Wednesday, 21 August 2013

Let’s hope the US courts see sense and let off Bradley Manning with nothing more serious than a slap on the wrist and the advice next time to look before he leaps

UPDATE (on Aug 22): I understand that Bradley Manning was sentenced to 35 years, but could be out within ten, and that he now feels he is really a woman and wants to be called Daisy or Betty or something (I wasn’t paying that much attention to the news broadcast). All of that notwithstanding, I feel what I wrote a night or two ago below still stands, with the poor chap’s gender confusion making some of my comments all the more pertinent.

One of the items on the news tonight was the Bradley Manning’s lawyers have petitioned President Barack Obama to pardon the lad. And I bloody hope he does so. Reports from the trial suggest Manning is looking at a minimum of 60 years in jail. Before he went to trial and admitted some offences, there was even talk that he faced the death penalty. That, it seems, is no longer likely.

One of the details about the case, which to me is - obliquely - pertinent is that Manning passed on 700,000 documents to Wikileaks and run by who I regard as an arch-fraud Julian Assange. Does anyone really suspect that Manning had the slightest idea what he was doing? Does anyone really think that his motives for passing on those documents was somehow to damage the United States. And, crucially, does anyone really think that Manning even knew the importance of what was in some of those documents, let alone read the whole lot. I repeat, he passed on 700,000 (according to the news).

Manning, we now know, was a confused young man who was having trouble coming to terms with the fact that he was gay. That, in itself, is no excuse for ‘treason’, if you want to regard and describe what he did as ‘treason’. I rather think the poor chap did not have the faintest clue what he was up to. I have no way of knowing how bright he is, but I also suspect that he is not, in the sense of being a man of the world, all that bright.

There can be no doubt that he caused the United States, both the present administration and the previous administrations, a great deal of embarrassment. Publication of the content of the documents he leaked have also, I have to admit, entertained us a great deal. But I do feel rather sorry for all those embassy staff around the world whose candid reports from the country in which they were serving were made public. They were asked for their informed opinions of the governments and leading figures in those countries and, assuming that their views were confidential, gave honest accounts.
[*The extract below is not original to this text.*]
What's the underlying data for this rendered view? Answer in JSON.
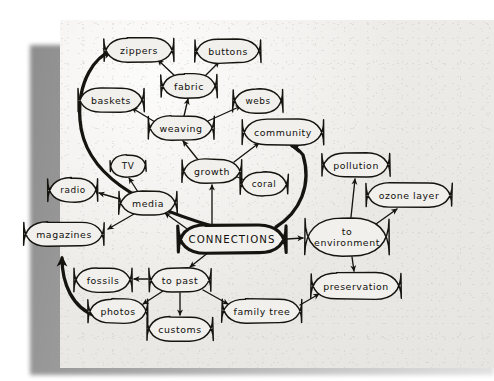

Admittedly, among the many documents that were leaked were some quite shocking accounts of criminal misbehaviour by, for example, US troops in Iraq. But for those who oppose the US, those accounts - remember the previous and unrelated reports from Abu Ghraib, will not have come as a great surprise. In fact, Manning is on record as saying that one such shocking account, of a helicopter targeting, then murdering innocent Iraqis who just happened to be in the way, was the catalyst which set him on course to do what he did. To but it bluntly, there is a strong smell of fish about it all.

Manning, in my view an innocent abroad, was used by Wikileaks and Assange, and by the Guardian. That paper likes to present itself as some kind of social conscience and there is some truth in that. But it is also just another newspaper in the business of making money, and the documents leaked by Manning to Wikileaks who passed them on for publication to the Guardian will have seemed like all their dreams come true.

Here, dear reader, was another opportunity for the Guardian to demonstrate its oh-so-holy chops. And if by doing so it could damage what it regarded as the opposition to boot, so much the better. Manning was, of course, the prime mover in all this, but there is no suggestion, as there is, perhaps, in the case of Edward Snowden that what he did was a matter of principle and undertaken after he great deal of thought. And even the whole Snowden affair is not quite as straightforward as the Guardian would have us believe.

Manning now faces spending more or less the rest of his life in jail purely because - in my view, I had better repeat - he was a confused young chap who didn’t have much of an idea as to what he was doing and was cynically used by those who should know better. Soon we will know what the courts decided will be Manning’s future.

Ridiculous as it might sound to some reading this, I would simply like to see him let of with a suspended sentence and then allowed to get on with the rest of his life, perhaps a little wiser. Will it happen? Well, writing this tonight, I don’t know. But, sadly, I rather doubt it. To quote Alexander Pope and use a phrase previously used in a Times leader when it commented on a drugs trial involving those arch ‘rebels’ the Rolling Stones, ‘Who breaks a butterfly upon a wheel?’ I hope to God it isn’t the US in all its outraged vigour. There are other ways to deal with being made to look rather foolish.